The Daily Telegraph

Spain promised euthanasia law as man held for helping wife die

- By Daniel Wittenberg in Barcelona

THE euthanasia debate has become a prominent issue in the Spanish general election campaign after a 70-year-old man was arrested for helping his terminally ill wife to end her life.

Ángel Hernández spent Thursday night, the first since the death of his wife María José Carrasco, in a Madrid police cell after confessing to giving a lethal drug dose to the 61-year-old, a long-term sufferer of multiple sclerosis.

The widower has since been released subject to inquiries, but not without rekindling a controvers­y about the right to die in the traditiona­lly Catholic country.

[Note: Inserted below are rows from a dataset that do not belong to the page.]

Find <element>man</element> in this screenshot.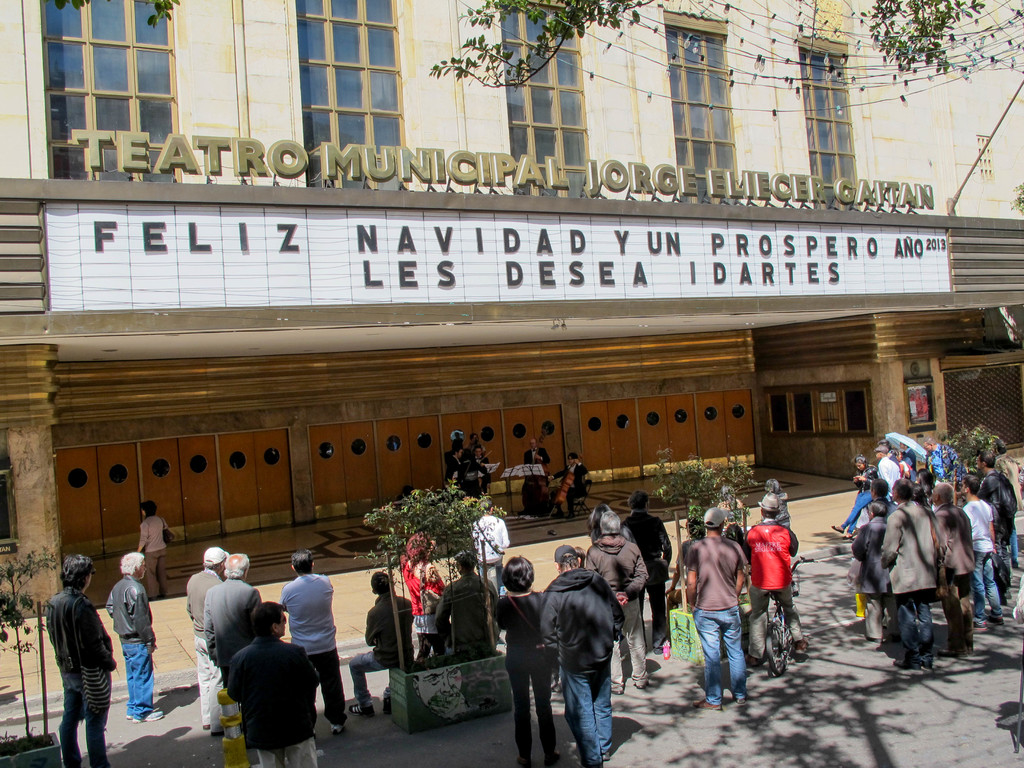
The bounding box for <element>man</element> is bbox=(532, 539, 632, 767).
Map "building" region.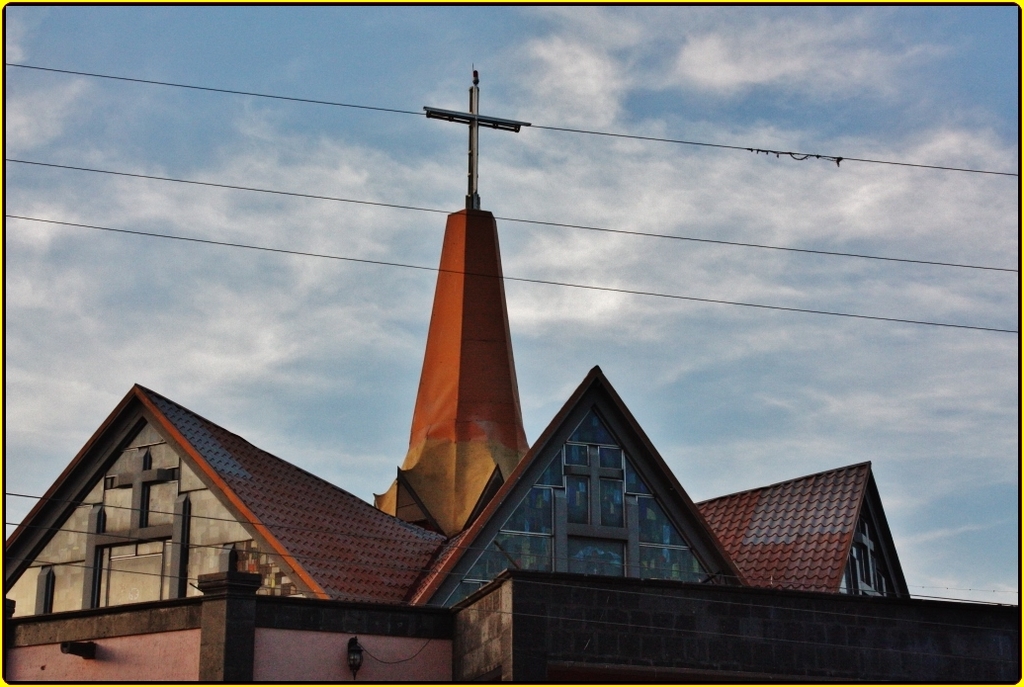
Mapped to [left=0, top=54, right=1023, bottom=686].
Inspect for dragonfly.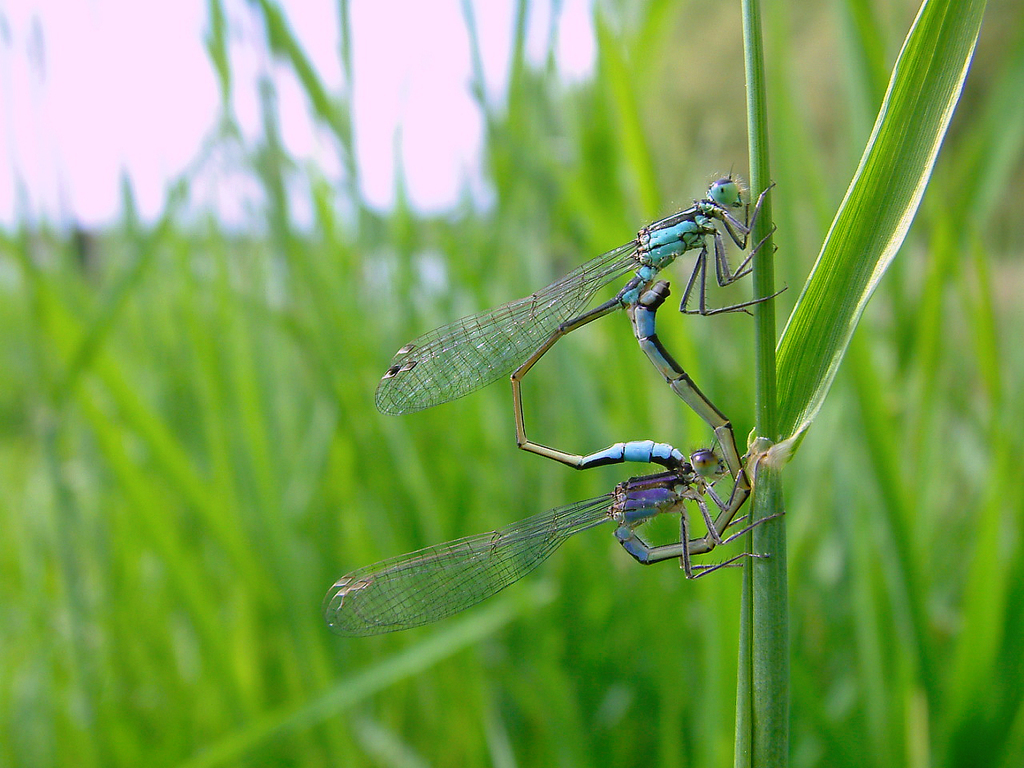
Inspection: box=[320, 277, 788, 639].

“The police told me ‘it’s the law’, but they would have done the same thing themselves. Yes, it’s the law, but it is wrong,” Mr Hernández told El País newspaper.

“I could have done it secretly,” he added. “I argued about that with my wife, who was a legal secretary and knew what could happen to me. But I convinced her that it was important for this to come out.”

Pedro Sánchez, the Spanish prime minister, has promised to legalise euthanasia if he wins a majority on April 28. He blamed the centre-right party Ciudadanos (Citizens) and the Rightwing People’s Party (PP) for blocking a bill legislatin­g the right to die.

Mr Sánchez, the leader of the Socialist party, told Spanish television that he was “overcome with emotion and somewhat outraged” by the arrest.

He condemned a congress standing committee, controlled by Ciudadanos and the PP, for persistent­ly holding up legislatio­n and suggested he would pardon Mr Hernández.

Albert Rivera, the leader of Ciudadanos, said he would seek consensus on the issue but criticised the prime minister for “using the case for political gain”.